(1.) CAN , in India, a subsidiary of a subsidiary of a holding company be treated as the subsidiary of the holding company even if the holding company is not registered in India and functions, in India, through its subsidiary, which is not registered, in India, as a company under the Companies Act, 1956, but which, in turn, functions through its subsidiary, which is registered, in India, as a company under the Companies Act, 1956? When a subsidiary is a wholly owned subsidiary of the holding company, can the law ever treat the activities, acts or omissions of such a subsidiary as the activities, acts or omissions of its holding company? These are the two questions of paramount importance, which this writ petition has raised.

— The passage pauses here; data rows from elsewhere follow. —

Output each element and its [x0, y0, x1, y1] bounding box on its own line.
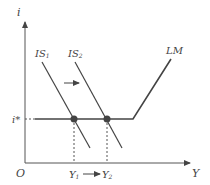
is-lm-diagram: i Y O i* IS1 IS2 LM Y1 Y2 [0, 0, 210, 185]
lm-curve [35, 59, 171, 119]
i-star-label: i* [12, 114, 20, 125]
is2-curve [75, 62, 122, 148]
is1-label: IS1 [34, 48, 50, 59]
x-axis-label: Y [192, 167, 201, 180]
is1-curve [42, 62, 90, 148]
is2-label: IS2 [67, 48, 83, 59]
y2-label: Y2 [102, 169, 113, 180]
y1-label: Y1 [69, 169, 79, 180]
lm-label: LM [165, 45, 184, 56]
origin-label: O [16, 167, 25, 180]
equilibrium-point-1 [71, 116, 78, 123]
equilibrium-point-2 [104, 116, 111, 123]
y-axis-label: i [17, 6, 21, 19]
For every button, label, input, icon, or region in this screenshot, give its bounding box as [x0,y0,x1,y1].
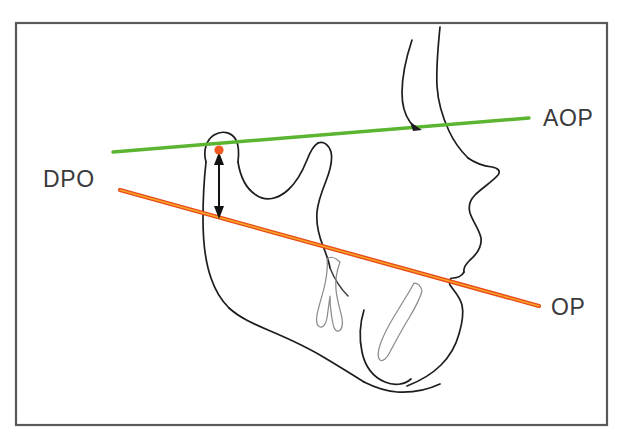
cephalometric-diagram: AOP DPO OP [0,0,624,443]
aop-label: AOP [543,105,593,131]
dpo-label: DPO [43,166,95,192]
figure-border [16,23,607,425]
cephalometric-figure: AOP DPO OP [0,0,624,443]
op-label: OP [551,294,585,320]
condylion-point [214,145,223,154]
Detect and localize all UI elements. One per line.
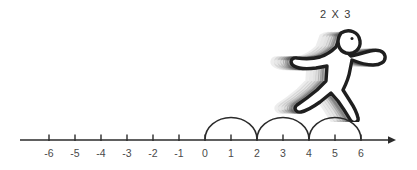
tick-labels: -6 -5 -4 -3 -2 -1 0 1 2 3 4 5 6 [44, 147, 364, 159]
tick-label: 1 [228, 147, 234, 159]
tick-label: 0 [202, 147, 208, 159]
tick-label: -2 [148, 147, 157, 159]
number-line-axis-group: -6 -5 -4 -3 -2 -1 0 1 2 3 4 5 6 [0, 0, 417, 170]
tick-label: 3 [280, 147, 286, 159]
number-line-diagram: 2 X 3 [0, 0, 417, 170]
tick-label: -4 [96, 147, 105, 159]
tick-label: -3 [122, 147, 131, 159]
tick-label: 2 [254, 147, 260, 159]
axis-line [20, 136, 396, 144]
tick-label: 5 [332, 147, 338, 159]
axis-arrowhead [388, 136, 396, 144]
tick-label: 4 [306, 147, 312, 159]
tick-label: 6 [358, 147, 364, 159]
tick-label: -1 [174, 147, 183, 159]
tick-label: -5 [70, 147, 79, 159]
tick-label: -6 [44, 147, 53, 159]
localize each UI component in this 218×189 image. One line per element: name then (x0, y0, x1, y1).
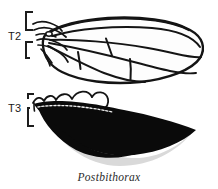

(2.) THIS writ petition is unusual. Unusual, because, in the present case, the writ petitioners, instead of attacking the respondents, are themselves under attack, for, the writ petitioners are accused by the respondents to have suppressed the truth, made incorrect, false and misleading statements, in their writ petition, in order to persuade the High Court to restrain, in exercise of its powers under Article 226 of the Constitution of India, the State respondents from receiving, pursuant to a tender process, a model of pacemaker, which was, in public interest, selected consciously by the State respondents for the common good of cardiac patients of the three medical colleges, in Assam, following a decision -making process, which was, otherwise, completely fair, entirely transparent and wholly legal.
(3.) THIS writ petition, as succinctly indicated above, receives resistance, at its very threshold, from the respondents on the ground that the writ petition suffers from suppression of material facts and is largely based on incorrect, false and misleading statements and that it is on the strength of such incorrect, false and misleading statements that the writ petitioners have procured interim direction(s) from this Court. It is also alleged that after the writ petitioners were found to have obtained interim order(s) by misleading this Court, the petitioners have tried to save themselves by projecting a case, which is substantially different from what the case, originally, presented before this Court was.